The dramatic part, however, is the floor. The entire floor space is covered by faces cut out of iron, one or two deep. They’re simple in design, just circles with eyes, a nose and a large open mouth crudely cut out of them. Every one, despite the common elements, seems individual. And you’re meant to walk on them. In that high, concrete space, the iron hitting iron under your feet echoes loudly up the walls. It’s uneven footing, so you’re forced to look down as you walk – in other words, you’re forced to face the faces you’re stepping on. It’s incredibly powerful stuff. From the museum’s website: “While these serve as an architectural expression of the irretrievable loss of the Jews murdered in Europe, [artist] Menashe Kadishman’s sculptures filling them evoke painful recollections of the innocent victims of yesterday, today, and tomorrow.”



It's hard to not see the message in this beautifully conceived and executed piece.

Really, the entire museum is really interesting and well worth a visit – whether one is Jewish or not. It’s an especially good stop if you’re including concentration camps on your tour, as it provides a nice counterbalance to the most talked-about aspect of being Jewish. There’s much more to German Judaism than dying, and this museum does a brilliant job of telling the rest of the story.

After our visit to the museum we met up with Alex for coffee. He’s a really interesting guy, with an interesting job – he does driving and security work. For Chris, he was doing the driving portion of things; but we think more of his work is actually on the security end. And we didn’t ask many questions, as we figured it’s something that’s probably (ahem) secure. On the list of things we did talk about, however, was Croatia. He was born in Croatia, and moved to Germany with his family when he was about five, but still has plenty of family “back home” – he waxes poetic about Croatia, a place I’d never thought about vacationing before talking to him. According to Alex, the cleanest and most beautiful water is there, in addition to the best of Italian and Greek architecture. His business partner is also Croatian, and Alex offered the tourism services of the both of them if we ever decide to take a trip there. Honestly, one of the benefits of watching European CNN is the travel advertising – there were ads for Croatia (can you imagine seeing that on American TV?) that made it look spectacular. We’re planning to get a guidebook and start looking into it. Next year, perhaps?

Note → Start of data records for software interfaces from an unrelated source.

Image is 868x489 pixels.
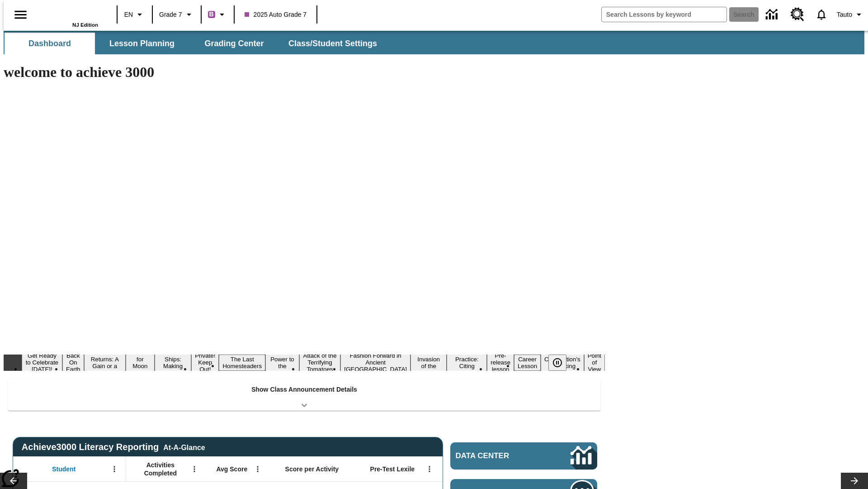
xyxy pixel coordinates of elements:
span: B [209,9,214,20]
span: Tauto [837,10,852,20]
button: Slide 8 Solar Power to the People [266,347,299,377]
span: Score per Activity [285,465,339,473]
a: Data Center [450,442,597,469]
button: Slide 16 Point of View [584,351,605,374]
button: Grade: Grade 7, Select a grade [156,7,198,22]
button: Grading Center [189,33,279,55]
a: Data Center [761,2,785,27]
span: Pre-Test Lexile [370,465,415,473]
button: Slide 3 Free Returns: A Gain or a Drain? [84,347,126,377]
span: 2025 Auto Grade 7 [245,10,307,20]
span: Avg Score [216,465,247,473]
button: Open Menu [108,462,121,476]
span: Data Center [456,451,541,460]
button: Open Menu [423,462,437,476]
div: Pause [548,354,575,371]
button: Open Menu [251,462,264,476]
button: Lesson carousel, Next [841,473,868,489]
button: Slide 15 The Constitution's Balancing Act [541,347,584,377]
button: Slide 4 Time for Moon Rules? [126,347,155,377]
a: Home [39,4,98,22]
button: Profile/Settings [833,7,868,22]
button: Slide 12 Mixed Practice: Citing Evidence [446,347,487,377]
p: Show Class Announcement Details [251,384,357,394]
button: Slide 10 Fashion Forward in Ancient Rome [341,351,410,374]
button: Pause [548,354,567,371]
button: Lesson Planning [97,33,187,55]
span: Achieve3000 Literacy Reporting [22,442,205,452]
div: SubNavbar [4,31,865,55]
div: At-A-Glance [163,442,205,451]
span: Grading Center [205,38,264,49]
span: Lesson Planning [109,38,174,49]
span: Activities Completed [131,461,190,477]
button: Slide 14 Career Lesson [514,354,541,371]
span: EN [124,10,133,20]
span: Dashboard [28,38,71,49]
button: Slide 11 The Invasion of the Free CD [410,347,446,377]
button: Slide 5 Cruise Ships: Making Waves [155,347,191,377]
button: Slide 1 Get Ready to Celebrate Juneteenth! [22,351,62,374]
button: Open Menu [187,462,201,476]
button: Open side menu [7,1,34,28]
input: search field [602,7,727,22]
a: Notifications [810,3,833,26]
span: Grade 7 [159,10,182,20]
button: Language: EN, Select a language [120,7,149,22]
div: Show Class Announcement Details [8,379,600,411]
button: Slide 7 The Last Homesteaders [219,354,266,371]
button: Dashboard [5,33,95,55]
span: Student [52,465,76,473]
button: Slide 13 Pre-release lesson [487,351,514,374]
button: Boost Class color is purple. Change class color [205,7,231,22]
button: Slide 2 Back On Earth [62,351,84,374]
span: NJ Edition [72,22,98,28]
div: Home [39,3,98,28]
button: Slide 6 Private! Keep Out! [191,351,219,374]
button: Class/Student Settings [281,33,384,55]
a: Resource Center, Will open in new tab [785,2,810,27]
h1: welcome to achieve 3000 [4,64,605,80]
span: Class/Student Settings [289,38,377,49]
div: SubNavbar [4,33,385,55]
button: Slide 9 Attack of the Terrifying Tomatoes [299,351,341,374]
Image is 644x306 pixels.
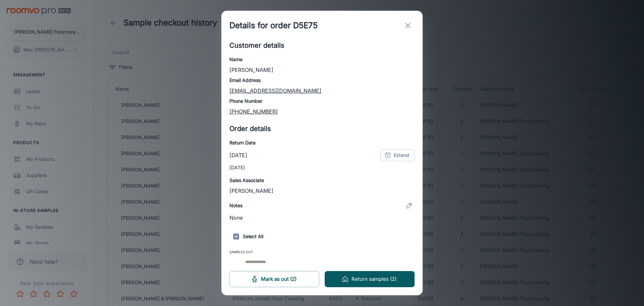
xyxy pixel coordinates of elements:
[230,202,243,210] h6: Notes
[230,77,415,84] h6: Email Address
[230,177,415,184] h6: Sales Associate
[230,187,415,195] p: [PERSON_NAME]
[230,139,415,146] h6: Return Date
[401,19,415,32] button: exit
[230,249,415,258] span: Samples Out
[230,41,415,50] h5: Customer details
[230,20,318,32] h1: Details for order D5E75
[230,56,415,63] h6: Name
[230,214,415,222] p: None
[246,261,266,281] img: SFA City Charmer Titanium
[230,164,415,171] p: [DATE]
[230,271,319,287] button: Mark as out (2)
[380,149,415,161] button: Extend
[230,123,415,133] h5: Order details
[230,97,415,105] h6: Phone Number
[230,151,247,160] p: [DATE]
[230,230,415,243] h6: Select All
[230,66,415,74] p: [PERSON_NAME]
[230,108,278,115] a: [PHONE_NUMBER]
[325,271,415,287] button: Return samples (2)
[230,87,322,94] a: [EMAIL_ADDRESS][DOMAIN_NAME]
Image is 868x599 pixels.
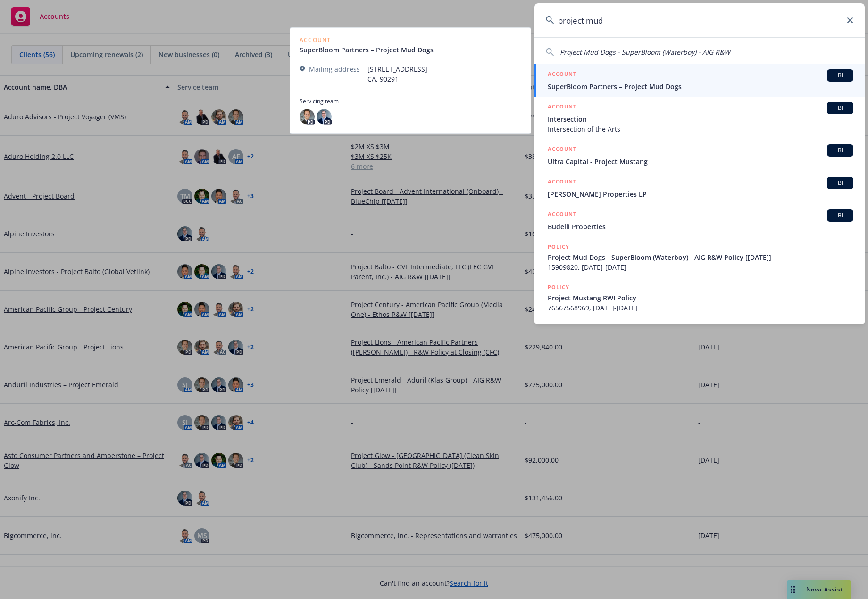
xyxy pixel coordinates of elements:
[547,294,853,303] span: Project Mustang RWI Policy
[547,263,853,272] span: 15909820, [DATE]-[DATE]
[547,82,853,92] span: SuperBloom Partners – Project Mud Dogs
[534,172,865,205] a: ACCOUNTBI[PERSON_NAME] Properties LP
[534,97,865,139] a: ACCOUNTBIIntersectionIntersection of the Arts
[534,64,865,97] a: ACCOUNTBISuperBloom Partners – Project Mud Dogs
[547,222,853,232] span: Budelli Properties
[547,157,853,167] span: Ultra Capital - Project Mustang
[560,47,730,57] span: Project Mud Dogs - SuperBloom (Waterboy) - AIG R&W
[547,210,576,221] h5: ACCOUNT
[831,146,850,155] span: BI
[831,104,850,112] span: BI
[547,114,853,124] span: Intersection
[547,69,576,80] h5: ACCOUNT
[547,242,569,252] h5: POLICY
[831,71,850,80] span: BI
[547,283,569,292] h5: POLICY
[547,144,576,156] h5: ACCOUNT
[547,253,853,263] span: Project Mud Dogs - SuperBloom (Waterboy) - AIG R&W Policy [[DATE]]
[547,303,853,313] span: 76567568969, [DATE]-[DATE]
[547,124,853,134] span: Intersection of the Arts
[534,278,865,317] a: POLICYProject Mustang RWI Policy76567568969, [DATE]-[DATE]
[534,3,865,38] input: Search...
[534,205,865,237] a: ACCOUNTBIBudelli Properties
[831,179,850,187] span: BI
[831,212,850,220] span: BI
[534,139,865,172] a: ACCOUNTBIUltra Capital - Project Mustang
[547,102,576,113] h5: ACCOUNT
[547,177,576,189] h5: ACCOUNT
[547,189,853,199] span: [PERSON_NAME] Properties LP
[534,237,865,278] a: POLICYProject Mud Dogs - SuperBloom (Waterboy) - AIG R&W Policy [[DATE]]15909820, [DATE]-[DATE]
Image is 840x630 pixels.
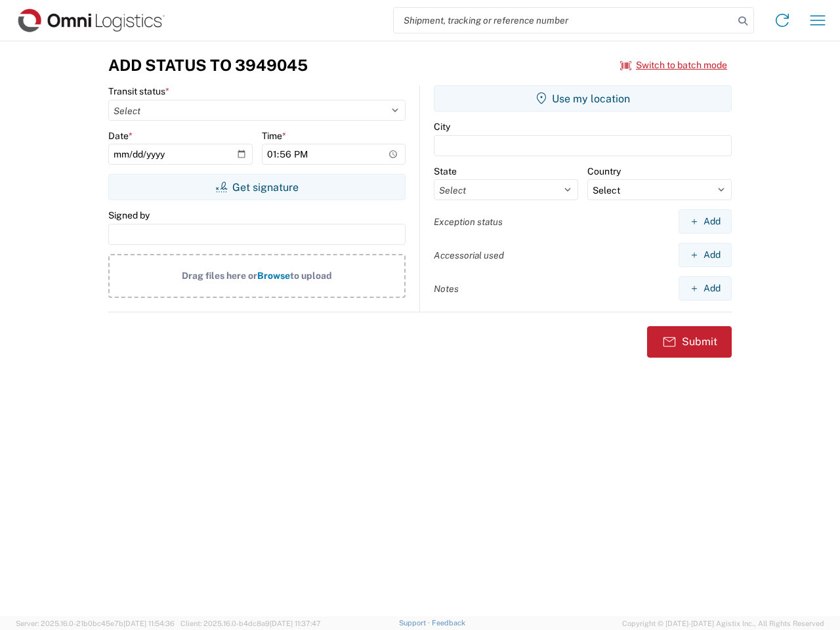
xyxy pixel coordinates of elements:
[108,85,169,97] label: Transit status
[432,619,466,626] a: Feedback
[108,209,149,222] label: Signed by
[433,121,450,132] label: City
[647,326,732,357] button: Submit
[399,619,432,626] a: Support
[433,165,457,177] label: State
[678,243,732,267] button: Add
[587,165,621,177] label: Country
[290,271,332,281] span: to upload
[16,619,174,627] span: Server: 2025.16.0-21b0bc45e7b
[181,271,257,281] span: Drag files here or
[270,619,321,627] span: [DATE] 11:37:47
[622,617,824,629] span: Copyright © [DATE]-[DATE] Agistix Inc., All Rights Reserved
[678,209,732,233] button: Add
[678,276,732,300] button: Add
[123,619,174,627] span: [DATE] 11:54:36
[433,216,503,228] label: Exception status
[257,271,290,281] span: Browse
[620,55,727,76] button: Switch to batch mode
[108,174,406,200] button: Get signature
[108,55,307,75] h3: Add Status to 3949045
[108,130,132,142] label: Date
[433,283,458,295] label: Notes
[394,8,734,33] input: Shipment, tracking or reference number
[433,249,504,261] label: Accessorial used
[262,130,286,142] label: Time
[181,619,321,627] span: Client: 2025.16.0-b4dc8a9
[433,85,732,112] button: Use my location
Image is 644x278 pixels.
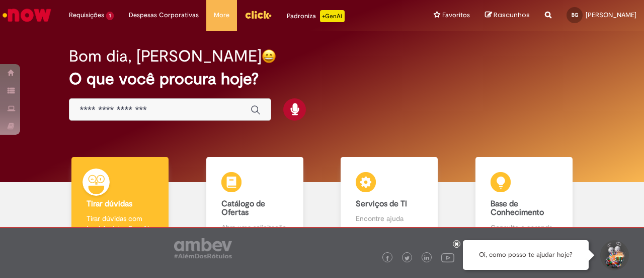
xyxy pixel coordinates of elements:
p: Tirar dúvidas com Lupi Assist e Gen Ai [86,213,153,233]
span: Rascunhos [494,10,530,20]
img: logo_footer_ambev_rotulo_gray.png [174,238,232,258]
img: click_logo_yellow_360x200.png [245,7,272,22]
img: logo_footer_twitter.png [404,256,409,261]
h2: Bom dia, [PERSON_NAME] [69,47,262,65]
img: happy-face.png [262,49,276,64]
p: Abra uma solicitação [221,222,288,232]
span: [PERSON_NAME] [586,11,637,19]
img: ServiceNow [1,5,53,25]
img: logo_footer_facebook.png [385,256,390,261]
p: Encontre ajuda [356,213,423,223]
button: Iniciar Conversa de Suporte [599,240,629,270]
a: Base de Conhecimento Consulte e aprenda [457,157,592,244]
b: Base de Conhecimento [491,198,544,217]
img: logo_footer_youtube.png [442,251,454,264]
b: Catálogo de Ofertas [221,198,265,217]
a: Rascunhos [485,11,530,20]
img: logo_footer_linkedin.png [424,255,429,261]
div: Padroniza [287,10,345,22]
div: Oi, como posso te ajudar hoje? [463,240,588,270]
span: More [214,10,230,20]
a: Serviços de TI Encontre ajuda [322,157,457,244]
b: Serviços de TI [356,198,407,208]
span: Requisições [69,10,104,20]
b: Tirar dúvidas [86,198,133,208]
span: 1 [106,12,114,20]
h2: O que você procura hoje? [69,70,574,88]
span: BG [572,12,579,18]
span: Favoritos [443,10,470,20]
span: Despesas Corporativas [128,10,199,20]
a: Catálogo de Ofertas Abra uma solicitação [188,157,322,244]
p: +GenAi [320,10,345,22]
a: Tirar dúvidas Tirar dúvidas com Lupi Assist e Gen Ai [53,157,188,244]
p: Consulte e aprenda [491,222,558,232]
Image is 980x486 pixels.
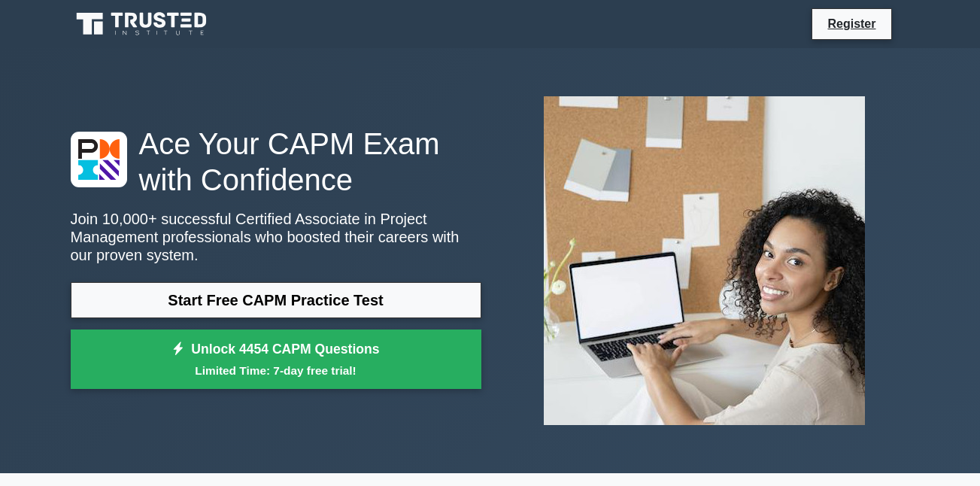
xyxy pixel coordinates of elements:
[71,283,481,318] a: Start Free CAPM Practice Test
[818,14,885,33] a: Register
[71,210,481,264] p: Join 10,000+ successful Certified Associate in Project Management professionals who boosted their...
[89,362,463,379] small: Limited Time: 7-day free trial!
[71,125,481,198] h1: Ace Your CAPM Exam with Confidence
[71,330,481,390] a: Unlock 4454 CAPM QuestionsLimited Time: 7-day free trial!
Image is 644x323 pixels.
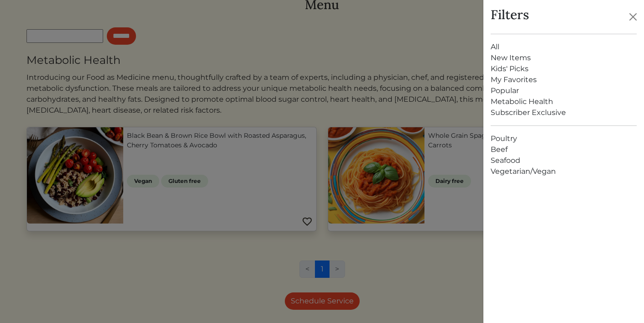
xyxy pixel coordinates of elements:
h3: Filters [491,7,529,23]
a: New Items [491,52,637,63]
a: Poultry [491,133,637,144]
a: Vegetarian/Vegan [491,166,637,177]
a: Subscriber Exclusive [491,107,637,118]
a: Metabolic Health [491,96,637,107]
button: Close [626,10,641,24]
a: Beef [491,144,637,155]
a: Kids' Picks [491,63,637,74]
a: Popular [491,85,637,96]
a: My Favorites [491,74,637,85]
a: All [491,41,637,52]
a: Seafood [491,155,637,166]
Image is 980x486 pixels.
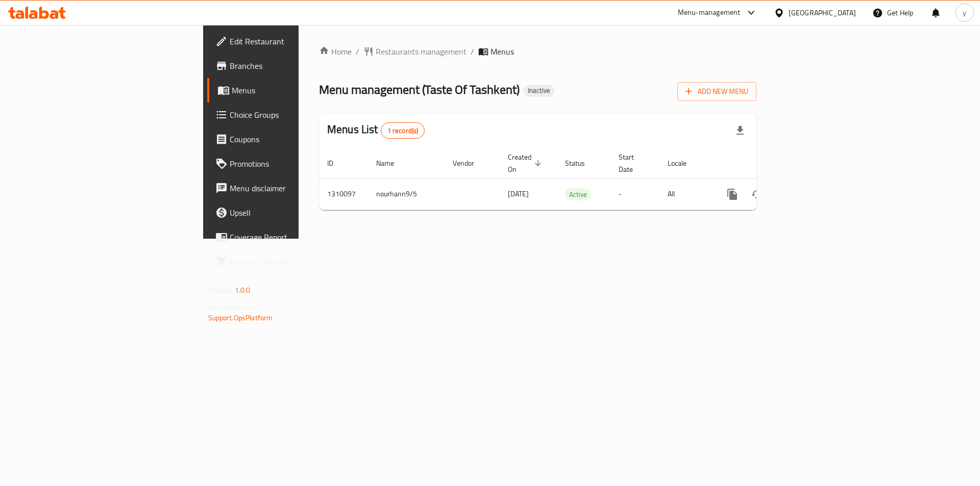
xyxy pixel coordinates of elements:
[618,151,647,176] span: Start Date
[232,84,359,96] span: Menus
[207,79,367,102] a: Menus
[208,301,255,314] span: Get support on:
[721,183,744,206] button: more
[327,122,424,138] h2: Menus List
[207,54,367,79] a: Branches
[789,7,856,19] div: [GEOGRAPHIC_DATA]
[208,284,233,297] span: Version:
[508,187,529,200] span: [DATE]
[677,7,741,19] div: Menu-management
[207,127,367,152] a: Coupons
[471,46,475,57] li: /
[207,225,367,250] a: Coverage Report
[319,79,520,101] span: Menu management ( Taste Of Tashkent )
[524,86,554,95] span: Inactive
[229,133,359,146] span: Coupons
[685,86,748,98] span: Add New Menu
[229,158,359,170] span: Promotions
[235,284,251,297] span: 1.0.0
[229,35,359,48] span: Edit Restaurant
[319,148,827,210] table: enhanced table
[327,157,347,169] span: ID
[524,85,554,97] div: Inactive
[677,82,757,101] button: Add New Menu
[363,46,467,57] a: Restaurants management
[508,151,544,176] span: Created On
[610,179,660,210] td: -
[668,157,699,169] span: Locale
[319,46,757,57] nav: breadcrumb
[728,118,752,143] div: Export file
[453,157,488,169] span: Vendor
[712,148,827,179] th: Actions
[229,231,359,243] span: Coverage Report
[565,157,598,169] span: Status
[207,29,367,54] a: Edit Restaurant
[490,46,514,57] span: Menus
[229,60,359,72] span: Branches
[207,152,367,176] a: Promotions
[207,102,367,127] a: Choice Groups
[381,123,425,138] div: Total records count
[565,189,591,200] span: Active
[229,108,359,121] span: Choice Groups
[229,206,359,219] span: Upsell
[208,311,273,325] a: Support.OpsPlatform
[207,250,367,274] a: Grocery Checklist
[229,256,359,268] span: Grocery Checklist
[381,126,424,136] span: 1 record(s)
[368,179,445,210] td: nourhann9/5
[207,176,367,200] a: Menu disclaimer
[660,179,712,210] td: All
[962,7,966,19] span: y
[207,200,367,225] a: Upsell
[744,183,769,206] button: Change Status
[229,183,359,194] span: Menu disclaimer
[376,157,408,169] span: Name
[376,46,467,57] span: Restaurants management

We finally connected with my aunt's friend Gerrit, who met us at the coffee house with Alex. The four of us sat for a bit before we said goodbye to Alex and went with Gerrit to an Italian restaurant in Kreuzberg, a neighborhood in Berlin, where his girlfriend Nana was waiting for us. They’re both delightful, and we had a great time talking with them. He spent a year on an exchange in the U.S. in a small farming community in Kansas (I cannot imagine going from living in a huge metropolitan city like Berlin to any town in Kansas), and his English is spectacular. Hers is also fantastic, though she seems more unsure of herself than he does. It was a great meal – for us, it was especially blissful as we could understand parts of the non-English menu for the first time since arriving in Germany, because it was in Italian! We’d love to have them both visit us here, and tried to tempt them with the wonderful things Oregon has to offer – turns out they’re both skiers, so we were quick to point out Mt. Hood’s year-round skiing opportunities… We’ll see how tempted they really were!

After a nice evening with Gerrit and Nana, Gerrit dropped us off at our hotel so we could finish packing - and with that, our trip was coming to an end.